• ENTRIES SHOWN:
********

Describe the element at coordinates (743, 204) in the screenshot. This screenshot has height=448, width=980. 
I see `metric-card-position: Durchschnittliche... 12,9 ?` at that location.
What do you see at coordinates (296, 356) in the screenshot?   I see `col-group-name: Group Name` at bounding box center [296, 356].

********

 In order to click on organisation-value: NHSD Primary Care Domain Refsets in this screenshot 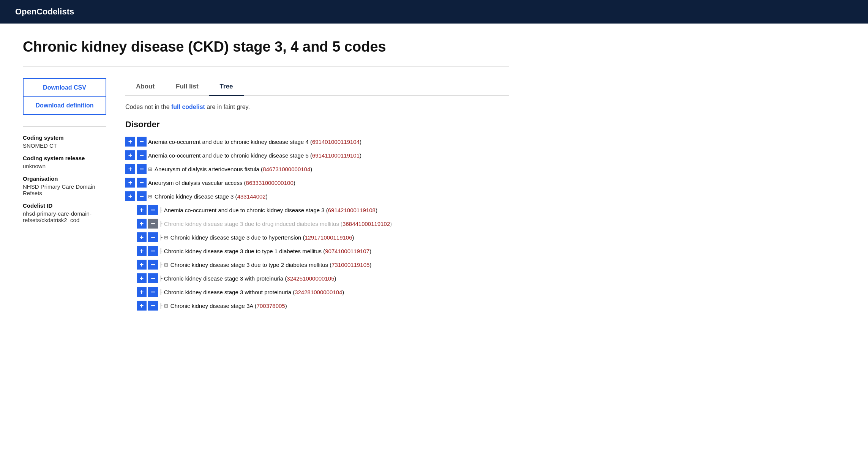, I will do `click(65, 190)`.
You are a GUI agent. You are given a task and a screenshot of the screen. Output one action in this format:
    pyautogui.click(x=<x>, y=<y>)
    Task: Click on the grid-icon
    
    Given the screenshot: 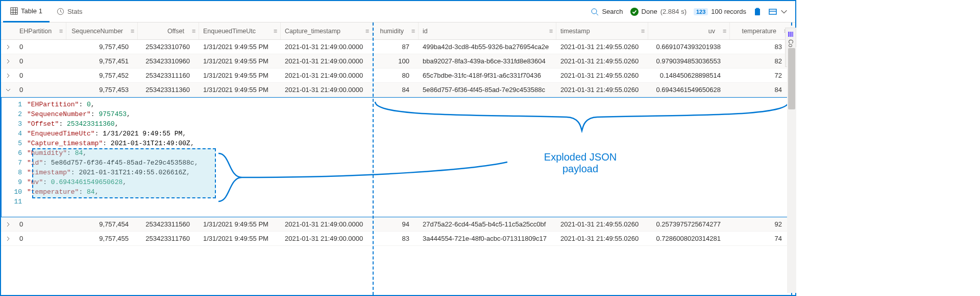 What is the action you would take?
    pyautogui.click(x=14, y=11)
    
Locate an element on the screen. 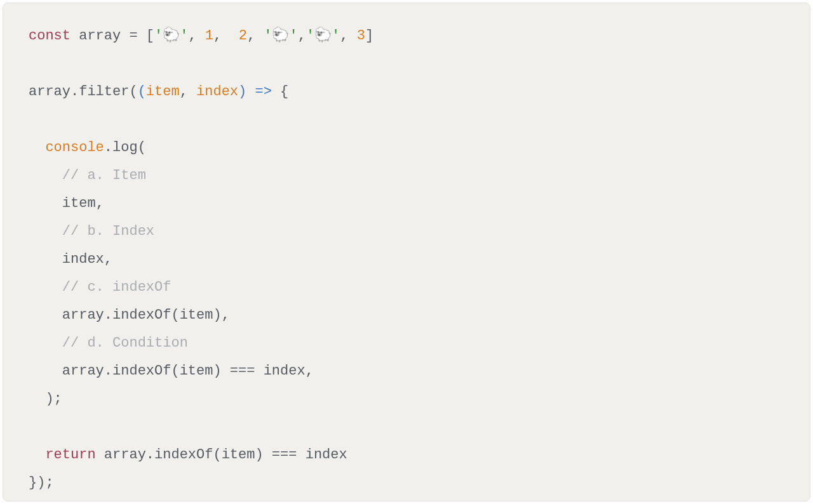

********

Print the lines above from the one with "Describe the element" through the one with "What do you", both included, exactly as written and nothing more.

Describe the element at coordinates (743, 204) in the screenshot. This screenshot has height=448, width=980. 
I see `metric-card-position: Durchschnittliche... 12,9 ?` at that location.
What do you see at coordinates (296, 356) in the screenshot?   I see `col-group-name: Group Name` at bounding box center [296, 356].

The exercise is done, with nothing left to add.